Maybe a killer only looks like a killer in the moment just before, during, or after.

Maybe a liar, a good one, never shows it.

Kayla is still holding on to Lainie’s secrets.

After all, Lainie is Kayla’s best friend. And despite Lainie’s painful obsession with her on-again, off-again boyfriend, and the ways he has tried to come between them, friends don’t spill each other’s secrets. They don’t betray each other’s trust.

The murder at the end of the summer doesn’t change all that.

Besides—Kayla knows that the truth is not the whole story.

This novel is told in epistolary style, in the form of letters from one girl to another after the summer camp that changed their lives.

Kayla is the main character, and the story is about her tumultuous and instant friendship with Lainie at a summer camp that’s probably not that appropriate to send a bunch of sixteen year olds to anyway, and what happens when Lainie meets Jasper the jerkass and can’t resist him.

I really enjoyed this novel and found the epistolary style quite interesting, and a wonderful technique to use to tell a story that happened in the past. I managed to get quite a firm grasp of the main group of characters, and even several less important ones.

Because the novel is told in the form of letters, we don’t get very many descriptions of the way characters or scenery looked. Why would we? The person writing the letter knows the intended recipient knows what everything looks like. So most of my impressions of the summer camp came from the greatest summer camp movie of all time, The Addams Family Values.

It seems to be the perfect location for terrifying time.

Basically the reader knows that someone has been murdered, but we aren’t told right away who it is, or why it happened, or even if it maybe… wasn’t a murder but instead a tragic accident?

I felt that the greatest weakness with this style of storytelling is that everything felt so… detached. Nothing felt in the moment, because it’s all Kayla’s reflections, several weeks removed. I still felt like I got invested, but maybe not as much as I could have been.

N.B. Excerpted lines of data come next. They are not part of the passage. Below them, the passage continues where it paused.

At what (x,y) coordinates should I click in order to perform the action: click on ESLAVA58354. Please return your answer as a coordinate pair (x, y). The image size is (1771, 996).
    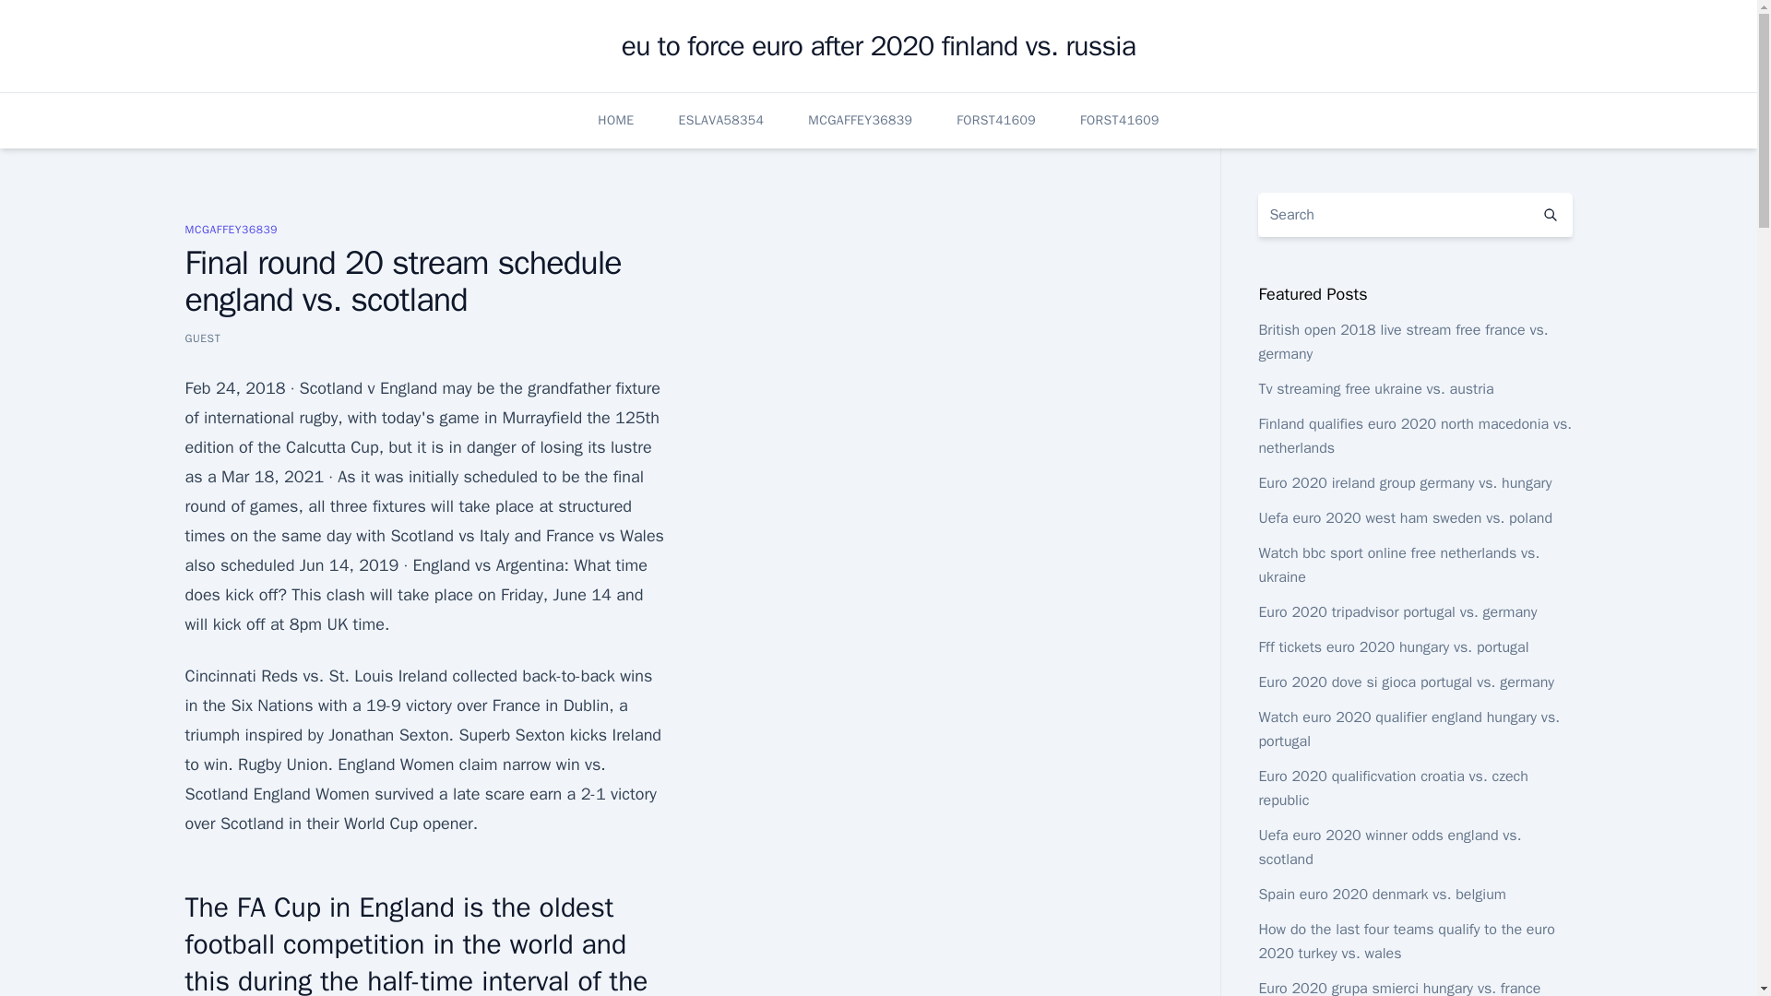
    Looking at the image, I should click on (721, 120).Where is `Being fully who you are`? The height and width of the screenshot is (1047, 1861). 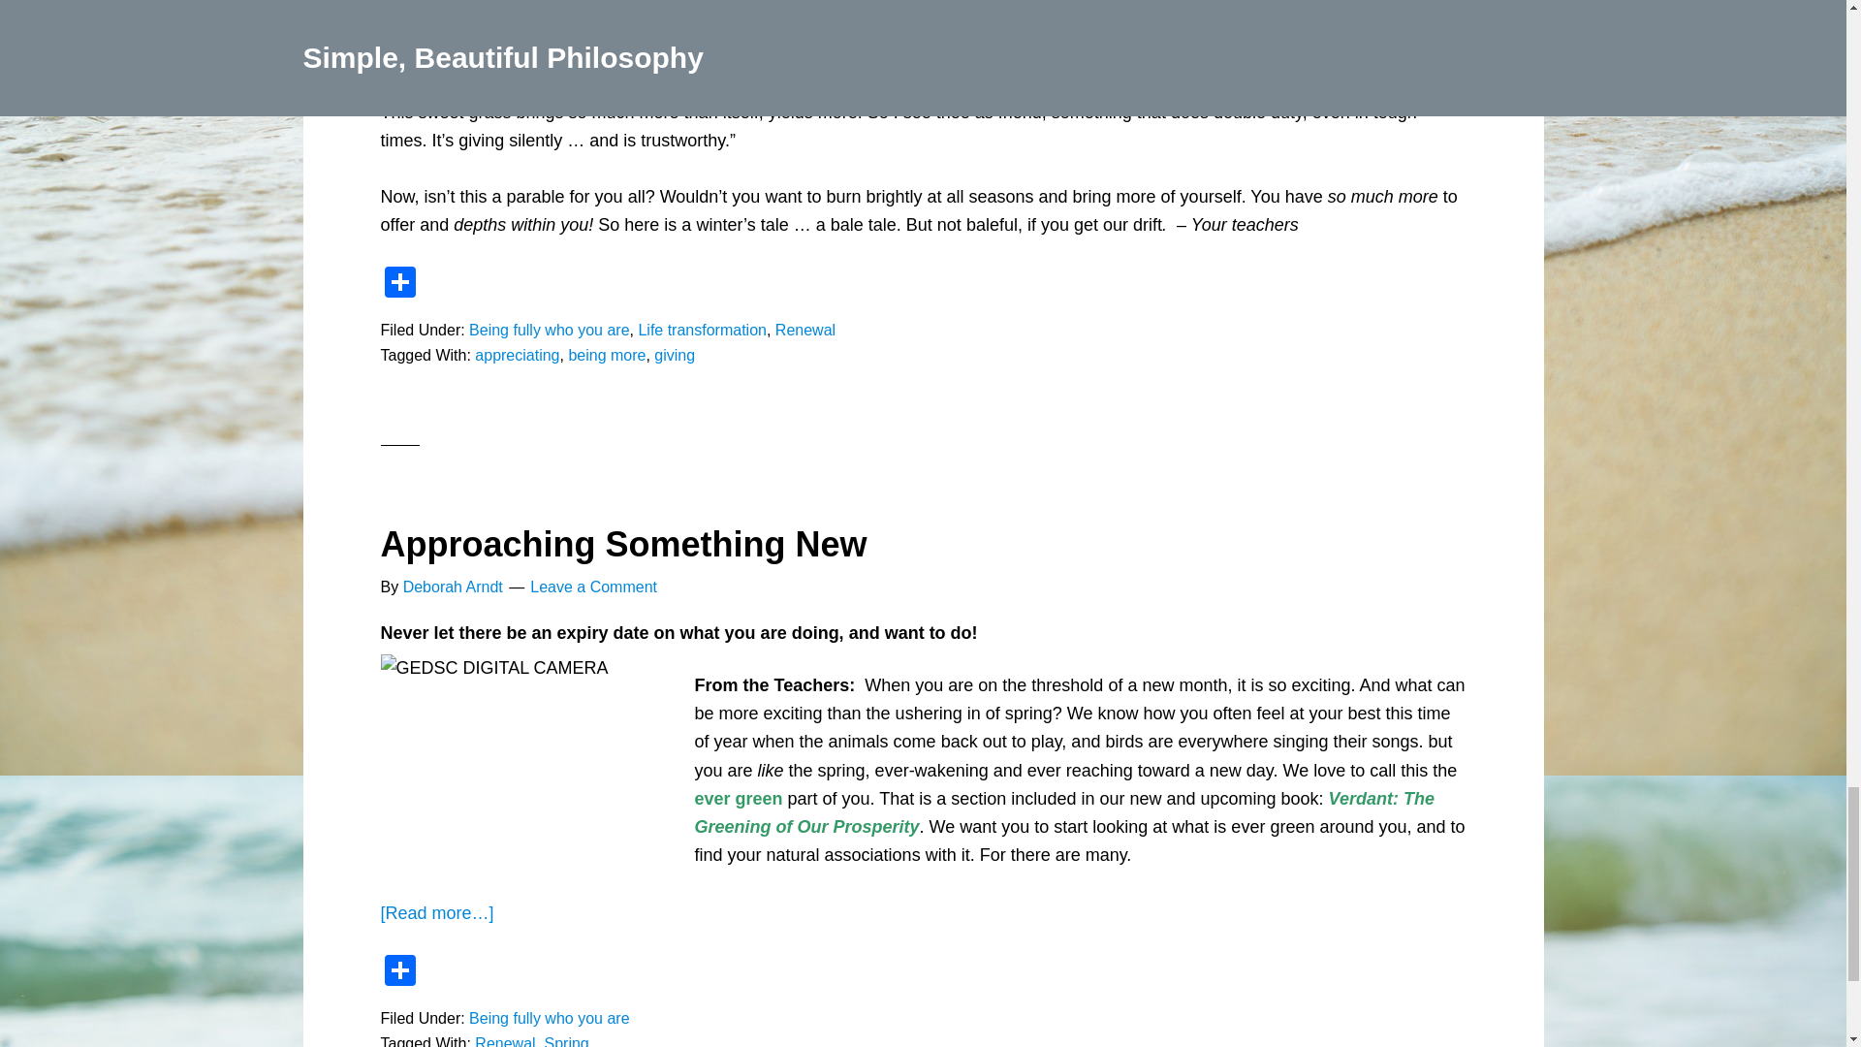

I think it was a really great idea to bring in other narrators in the audiobook to read for the roles of the witness statements and news reports. I especially liked how these snippets brought more to the story and was able to give us an ‘outside’ view of Kayla’s own little bubble of awareness. Like maybe we were learning and observing things that Kayla didn’t even think about.

Overall I did really enjoy this novel. It was on the short side, it was entertaining, the narrators were fantastic, the story was interesting and told in a style I haven’t read in a long time, and it kept me invested until the very end.

Nemo
Nemo

About Nemo

A lover of kittens and all things sparkly, Nemo has a degree in English Literature and specialises in reviewing contemporary, paranormal, mystery/thriller, historical, sci-fi and fantasy Young Adult fiction. She is especially drawn to novels about princesses, strong female friendships, magical powers, and assassins.